By CHRIS DANIELS
The days of mutton and three veg as the dinner of choice for New Zealanders have long gone.
Cooking shows have never been more popular, and food, wine and lifestyle publications are flooding the country.
Now the foodies' best friend is a home PC that gives access to fashionable foods, fine wines and gourmet delicacies from quail to caviar.
Computers are allowing New Zealand gourmets to stay at the cutting edge of foods and cooking trends, says Auckland man John Maidment, who established and runs a website he calls the "goodfoodgame".
His aim is to connect enthusiastic foodies to the companies looking to sell their wares.
"We are providing a conduit, a gateway to information about new Zealand products food and beverages." "If you do a search for NZ food and wine sites, you'll find thousands and thousands. How do you get around this?"
He says sorting them out needs care and that is because the very job of marketing food and wine is so difficult.
"Food and wine is incredibly complex, because of its diversity, seasonality. It includes fashion, it includes taste and habit, it includes a whole lot of things.
"There is a constant stream of products entering and exiting the market - how do you keep in touch with that?
"That is the beauty of the net. We have been asked to provide a lot of information about specialty products those things that are not normally available.
At a recent foodshow held in Auckland, he linked up four Macs with a broadband connection and stood back, astounded at the reaction from the public.
Almost all of them were already using the internet as a prime method of getting recipes, discovering new types of food and wine and generally scouring the gourmet landscape.
"People have become much more informed, have access to a much wider range of products, more and more are purchasing online.
"From our own client base, it's surprising how many order online and have it delivered to their office."
Maidment uses the example of eggplant and its arrival in New Zealand, to explain how consumers, keen to try new foods, do need help before they will make a decision to buy and cook exotic produce.
"In the early days when eggplants first came out here there were bins of it sitting in the supermarket unused. No one knew what to do with it."
It is this kind of information that the online foodie now gets from the net.
While an online foodie might be just searching for that obscure frittata recipe, people like Maidment will take the opportunity to direct them to events, such as a top New Zealand chef releasing a new range of recipes.
One small gourmet entrepreneur that has signed up with Maidment's "goodfoodgame" site is Voodoo Tuesday, a New Zealand producer and distributor of oils, spices and rubs.
Darcy Sheffield, a Voodoo Tuesday director, says the site is aimed squarely at the epicurean and food enthusiast.
The internet has allowed New Zealanders to keep up to speed on international trends, which do change quickly in the world of food and wine.
"Kiwis in particular, through the use of the internet, are much more adventurous in terms of what they are prepared to take on in terms of cooking," says Sheffield.
"They'll try things from all over the place if they can get the ingredients."
Voodoo Tuesday began as a website and online gourmet supplier, before it even began selling its products through specialist foodie stores.
"We are aiming at the enthusiast who doesn't have the time to be the enthusiast they want to be," says Sheffield.
"Our aim is to provide them with the same quality of cooking they would otherwise desire, but they can get it in a much quicker timeframe."
Foodies use the net for re-ordering foods they might have already discovered, as well as to discover new, more exotic ways of impressing dinner party guests.
"It helps keep people international, so they can really get an international flavour in what they think they are cooking and presenting to their friends. People who are on the web looking for food recipes don't limit themselves to a particular country, he says.
New Zealand did not have a staunch cuisine: "We're not French or Italian cuisine, we're Pacific Rim, and we're infusion, we're everything.
"I truly believe the internet is bringing everyone closer together and it's bringing our food closer together too."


REQUIRED ACTION:
Pictures stay out of the output. Return exactly the lines below from the one with "where is each" down to the one with "Localize each UI", both included, and nothing more.
= Beginning of Section =
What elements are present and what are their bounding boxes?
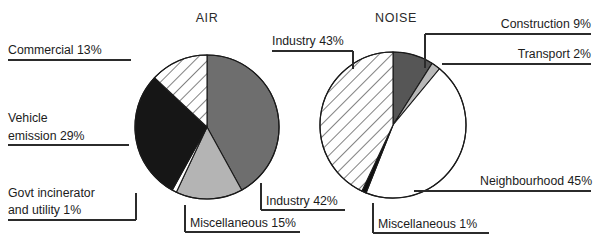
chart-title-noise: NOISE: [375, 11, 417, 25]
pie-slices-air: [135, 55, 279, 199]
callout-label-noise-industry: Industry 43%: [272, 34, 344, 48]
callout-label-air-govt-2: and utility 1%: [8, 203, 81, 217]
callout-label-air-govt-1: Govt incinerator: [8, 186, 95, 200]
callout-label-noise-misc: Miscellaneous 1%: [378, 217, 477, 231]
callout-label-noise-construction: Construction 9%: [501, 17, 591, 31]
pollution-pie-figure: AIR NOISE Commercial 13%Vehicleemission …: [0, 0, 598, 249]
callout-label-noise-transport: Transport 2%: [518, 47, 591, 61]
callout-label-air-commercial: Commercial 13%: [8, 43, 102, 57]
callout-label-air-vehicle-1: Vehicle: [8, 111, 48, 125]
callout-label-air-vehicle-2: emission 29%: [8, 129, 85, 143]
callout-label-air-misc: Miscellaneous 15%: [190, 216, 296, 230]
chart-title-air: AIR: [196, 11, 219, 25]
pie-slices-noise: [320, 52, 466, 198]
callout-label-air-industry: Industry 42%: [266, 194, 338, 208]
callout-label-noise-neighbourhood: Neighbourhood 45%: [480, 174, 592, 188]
= End of Section =
= Beginning of Section =
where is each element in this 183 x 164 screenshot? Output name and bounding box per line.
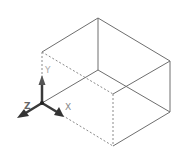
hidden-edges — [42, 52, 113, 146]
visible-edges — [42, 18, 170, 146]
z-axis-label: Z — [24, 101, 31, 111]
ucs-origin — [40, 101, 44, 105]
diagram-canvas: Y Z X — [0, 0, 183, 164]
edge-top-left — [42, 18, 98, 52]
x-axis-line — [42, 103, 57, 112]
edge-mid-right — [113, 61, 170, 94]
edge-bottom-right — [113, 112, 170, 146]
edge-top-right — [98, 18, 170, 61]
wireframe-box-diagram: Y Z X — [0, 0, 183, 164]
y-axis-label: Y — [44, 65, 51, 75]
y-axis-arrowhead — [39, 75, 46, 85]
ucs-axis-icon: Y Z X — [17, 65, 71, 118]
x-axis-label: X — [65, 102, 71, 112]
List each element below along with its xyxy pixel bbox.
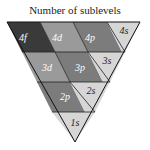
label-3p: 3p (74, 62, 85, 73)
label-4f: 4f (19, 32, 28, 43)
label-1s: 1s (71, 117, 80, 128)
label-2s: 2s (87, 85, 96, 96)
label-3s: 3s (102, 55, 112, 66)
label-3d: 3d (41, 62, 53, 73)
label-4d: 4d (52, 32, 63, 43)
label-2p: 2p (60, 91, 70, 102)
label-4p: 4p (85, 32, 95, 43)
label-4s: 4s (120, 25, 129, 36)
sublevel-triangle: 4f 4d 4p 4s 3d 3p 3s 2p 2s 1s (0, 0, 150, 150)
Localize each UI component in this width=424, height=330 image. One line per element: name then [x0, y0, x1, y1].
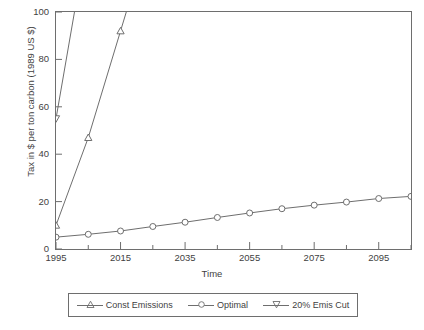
= End of Section =
= Beginning of Section =
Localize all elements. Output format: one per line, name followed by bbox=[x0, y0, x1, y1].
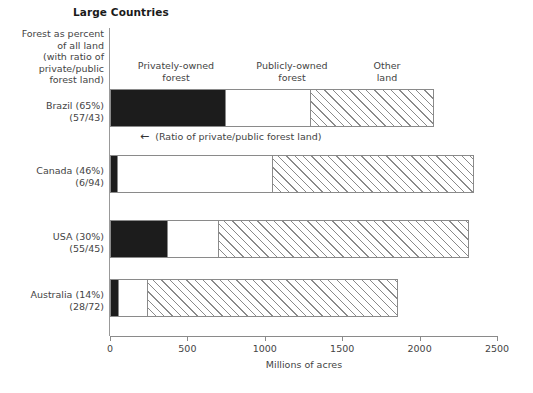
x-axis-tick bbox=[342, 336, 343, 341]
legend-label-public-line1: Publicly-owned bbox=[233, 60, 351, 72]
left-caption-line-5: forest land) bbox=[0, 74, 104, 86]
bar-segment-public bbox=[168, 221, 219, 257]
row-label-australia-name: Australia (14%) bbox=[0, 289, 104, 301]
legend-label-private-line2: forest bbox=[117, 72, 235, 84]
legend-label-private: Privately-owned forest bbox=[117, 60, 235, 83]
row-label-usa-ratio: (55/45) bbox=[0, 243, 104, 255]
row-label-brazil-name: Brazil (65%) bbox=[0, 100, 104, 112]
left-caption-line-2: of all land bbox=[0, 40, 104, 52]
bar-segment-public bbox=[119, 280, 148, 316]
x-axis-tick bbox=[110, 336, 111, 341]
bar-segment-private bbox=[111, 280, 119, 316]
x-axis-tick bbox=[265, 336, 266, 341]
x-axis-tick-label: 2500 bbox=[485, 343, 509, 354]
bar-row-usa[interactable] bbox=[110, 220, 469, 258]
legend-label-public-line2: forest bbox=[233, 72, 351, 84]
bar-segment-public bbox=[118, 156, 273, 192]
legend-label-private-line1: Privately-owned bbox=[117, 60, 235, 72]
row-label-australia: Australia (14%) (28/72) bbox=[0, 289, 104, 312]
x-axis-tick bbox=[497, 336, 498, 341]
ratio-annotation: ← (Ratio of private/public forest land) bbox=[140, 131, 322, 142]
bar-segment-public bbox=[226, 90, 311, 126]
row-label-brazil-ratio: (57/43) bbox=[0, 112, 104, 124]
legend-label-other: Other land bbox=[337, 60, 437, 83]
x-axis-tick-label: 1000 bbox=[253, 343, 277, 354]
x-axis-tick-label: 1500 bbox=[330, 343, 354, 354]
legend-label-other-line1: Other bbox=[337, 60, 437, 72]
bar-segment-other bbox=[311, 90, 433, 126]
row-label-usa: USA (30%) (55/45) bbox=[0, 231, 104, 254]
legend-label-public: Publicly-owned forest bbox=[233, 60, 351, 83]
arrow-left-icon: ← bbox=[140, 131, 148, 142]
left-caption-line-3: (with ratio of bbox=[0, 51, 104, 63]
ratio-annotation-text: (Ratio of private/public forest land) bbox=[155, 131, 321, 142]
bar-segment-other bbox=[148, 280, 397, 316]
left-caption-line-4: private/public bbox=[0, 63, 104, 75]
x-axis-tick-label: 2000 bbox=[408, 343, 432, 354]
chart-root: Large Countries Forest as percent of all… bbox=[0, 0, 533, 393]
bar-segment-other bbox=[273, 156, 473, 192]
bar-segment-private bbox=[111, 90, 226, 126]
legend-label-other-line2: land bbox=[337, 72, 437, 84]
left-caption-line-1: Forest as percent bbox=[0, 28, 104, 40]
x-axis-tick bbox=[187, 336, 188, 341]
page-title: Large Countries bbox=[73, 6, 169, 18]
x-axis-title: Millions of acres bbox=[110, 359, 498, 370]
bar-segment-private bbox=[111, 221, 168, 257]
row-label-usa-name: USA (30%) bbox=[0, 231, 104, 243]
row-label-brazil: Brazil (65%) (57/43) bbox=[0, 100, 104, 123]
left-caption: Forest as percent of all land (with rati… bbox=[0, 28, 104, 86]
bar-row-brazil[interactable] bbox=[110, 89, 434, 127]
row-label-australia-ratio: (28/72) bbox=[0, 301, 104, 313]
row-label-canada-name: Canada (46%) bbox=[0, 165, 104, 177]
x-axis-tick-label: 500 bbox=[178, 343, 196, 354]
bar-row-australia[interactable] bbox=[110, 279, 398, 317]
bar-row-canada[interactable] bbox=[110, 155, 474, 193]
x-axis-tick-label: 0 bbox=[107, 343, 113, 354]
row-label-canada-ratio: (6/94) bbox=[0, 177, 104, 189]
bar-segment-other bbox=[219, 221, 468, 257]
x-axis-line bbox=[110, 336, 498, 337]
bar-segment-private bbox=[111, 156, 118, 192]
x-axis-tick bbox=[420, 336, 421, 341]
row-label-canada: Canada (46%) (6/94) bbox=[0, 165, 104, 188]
= End of Section =
RESULT:
where is each element in this 183 x 164 screenshot? Output name and bounding box per line.
hidden-edges — [42, 52, 113, 146]
visible-edges — [42, 18, 170, 146]
z-axis-label: Z — [24, 101, 31, 111]
ucs-origin — [40, 101, 44, 105]
diagram-canvas: Y Z X — [0, 0, 183, 164]
edge-top-left — [42, 18, 98, 52]
x-axis-line — [42, 103, 57, 112]
edge-mid-right — [113, 61, 170, 94]
edge-bottom-right — [113, 112, 170, 146]
edge-top-right — [98, 18, 170, 61]
wireframe-box-diagram: Y Z X — [0, 0, 183, 164]
y-axis-label: Y — [44, 65, 51, 75]
y-axis-arrowhead — [39, 75, 46, 85]
ucs-axis-icon: Y Z X — [17, 65, 71, 118]
x-axis-label: X — [65, 102, 71, 112]
List each element below along with its xyxy pixel bbox.
label-3p: 3p (74, 62, 85, 73)
label-4f: 4f (19, 32, 28, 43)
label-1s: 1s (71, 117, 80, 128)
label-2s: 2s (87, 85, 96, 96)
label-3s: 3s (102, 55, 112, 66)
label-3d: 3d (41, 62, 53, 73)
label-4d: 4d (52, 32, 63, 43)
label-2p: 2p (60, 91, 70, 102)
label-4p: 4p (85, 32, 95, 43)
label-4s: 4s (120, 25, 129, 36)
sublevel-triangle: 4f 4d 4p 4s 3d 3p 3s 2p 2s 1s (0, 0, 150, 150)
Localize each UI component in this width=424, height=330 image. One line per element: name then [x0, y0, x1, y1].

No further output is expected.